Did not you want to be manager? Answer me, are not you, in one word, a Greybeard?" "You called me a Greybeard, but my name is De Grey," said he, still laughing. "Laugh on!" cried the other, furiously. "Come, ARCHERS, follow me. WE shall laugh by-and-by, I promise you." At the door Archer was stopped by Mr. Chip. "Oh, Mr. Chip, I am ordered to discharge you." "Yes, sir; and here's a little bill "

"His hands are free! He's loose!" cried the least of the boys, and ran away, whilst Archer leaped up, and seizing hold of Fisher with a powerful grasp, sternly demanded "What he meant by this?" "Ask my party," said Fisher, terrified; "they set me on; ask my party." "Your party!" cried Archer, with a look of ineffable contempt; "you reptile! YOUR party? Can such a thing as YOU have a party?"

Otherwise, the Honorable Archer Converse would never have gone in person to prevail upon Colonel Symonds Dodd. In temperament and ethics they were so far asunder that conference between them on a common topic was as hopeless an undertaking as would be argument between a tiger and a lion over the carcass of a sheep. Mr. Converse rose, unfolding himself with dignified angularity.

Dog-tired and hungry though he was, he set his teeth and determined that he would return to the cottage in the hope of learning the reason of his failure from the conversation which he expected would take place between Archer and Benson at a quarter to eleven that day. Repeating, therefore, his proceedings of the previous morning, he regained his point of vantage at the broken window.

"And you, Townsend," said Archer, "may look like a wit, if you will; but you will never be a hero." "No, no," replied Townsend; "wits were never heroes, because they are wits. You are out of your wits, and therefore may set up for a hero." "Laugh, and welcome. I'm not a tyrant.

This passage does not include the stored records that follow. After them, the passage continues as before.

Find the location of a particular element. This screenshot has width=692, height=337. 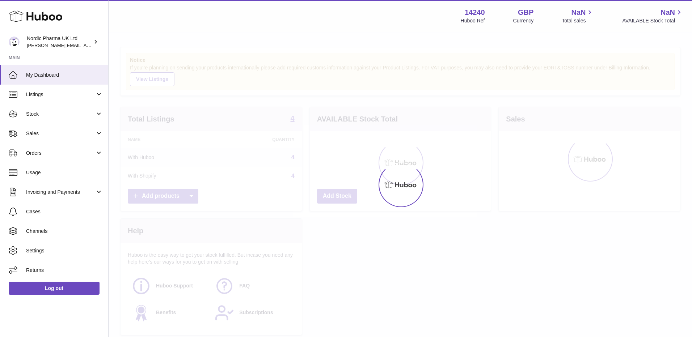

img: joe.plant@parapharmdev.com is located at coordinates (14, 42).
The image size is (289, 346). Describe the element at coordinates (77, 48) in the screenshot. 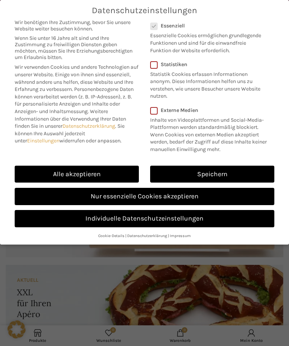

I see `span: Wenn Sie unter 16 Jahre alt sind und Ihre Zustimmung zu freiwilligen Diensten geben möchten, müss...` at that location.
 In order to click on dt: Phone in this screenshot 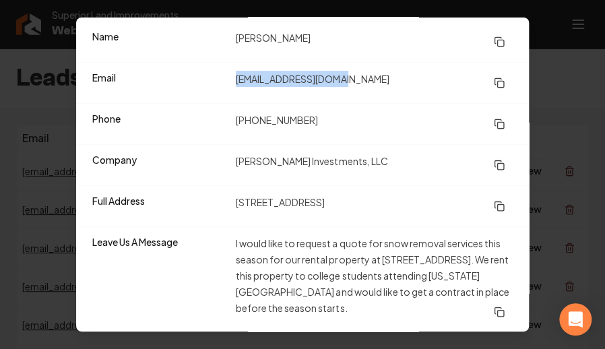, I will do `click(158, 124)`.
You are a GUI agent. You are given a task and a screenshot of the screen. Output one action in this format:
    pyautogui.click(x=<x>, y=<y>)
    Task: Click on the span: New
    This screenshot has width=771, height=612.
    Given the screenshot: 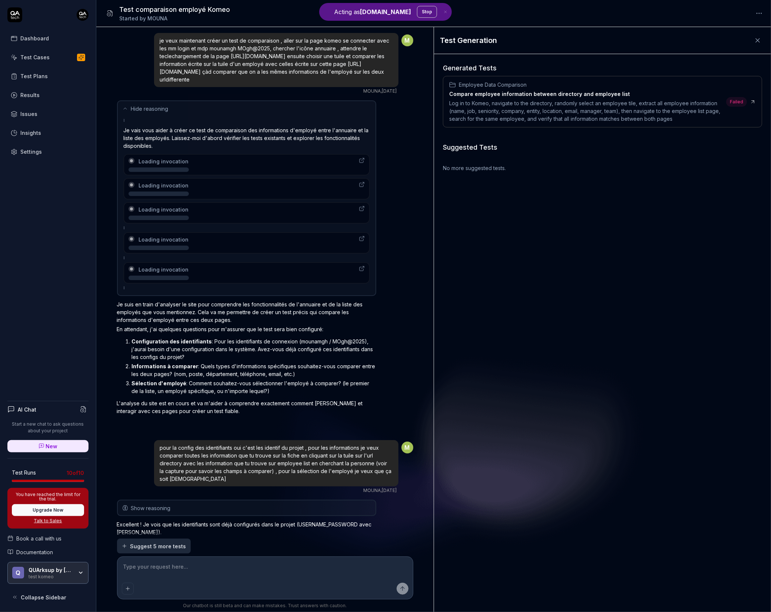 What is the action you would take?
    pyautogui.click(x=52, y=446)
    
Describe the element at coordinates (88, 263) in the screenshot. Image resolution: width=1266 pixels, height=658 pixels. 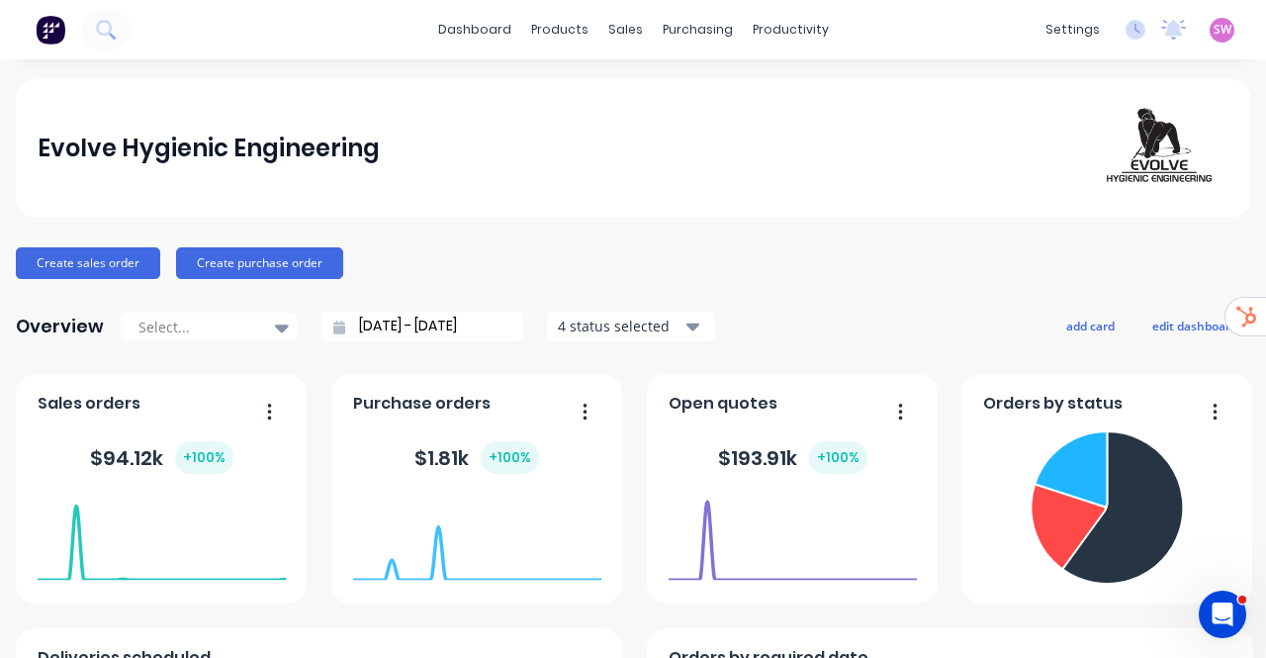
I see `button: Create sales order` at that location.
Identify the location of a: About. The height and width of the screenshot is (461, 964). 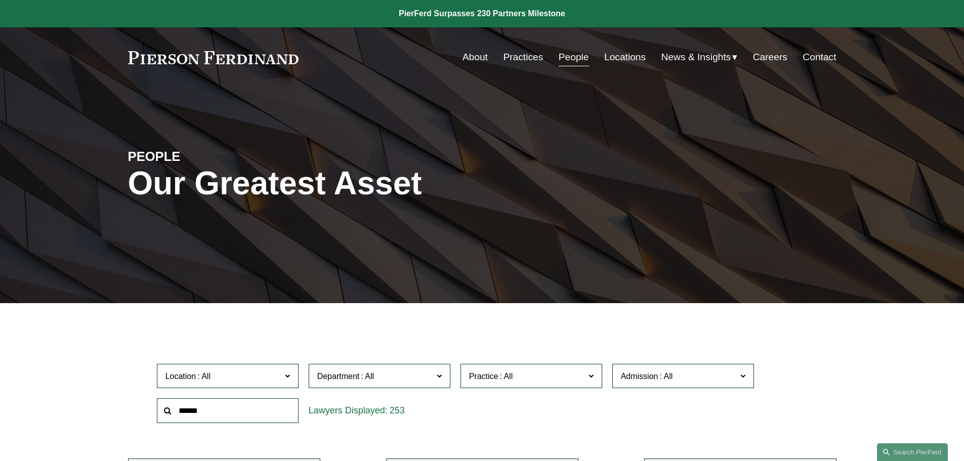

I don't want to restrain anybody's wit; but I cannot say I admire puns."

As he came out into the lobby Archer ran across his friend Ned Winsett, the only one among what Janey called his "clever people" with whom he cared to probe into things a little deeper than the average level of club and chop-house banter. He had caught sight, across the house, of Winsett's shabby round-shouldered back, and had once noticed his eyes turned toward the Beaufort box.

They wasted half a dozen damp matches before they could get flame enough to ignite the whisk stick which Tom held ready, but when they succeeded they "commandeered" the broken door as a "warr measurre," to quote Archer, and kindled a fire just inside the doorway where they believed that the smoke, mingling with the mist, would not be seen through the gray, murky atmosphere.

Nothing up to luncheon time had been seen or heard of human being moving without the limits of the post; nothing by Lilian Archer of her gallant of the night before. In times of such anxiety men gather and compare notes. The guard had been strengthened during the night, and its members sat long in the moonlight, chatting in low tone.

"S'pose we should meet some one?" Archer suggested, as he followed Tom's lead over the rocky ledges. "Not up here," said Tom. "You can see lights way off south and maybe we'll have to pass through some villages tomorrow night, but not tonight. We'll only do about twelve miles tonight if it keeps up like this." "S'pose somebody should see us when we'rre going through a village?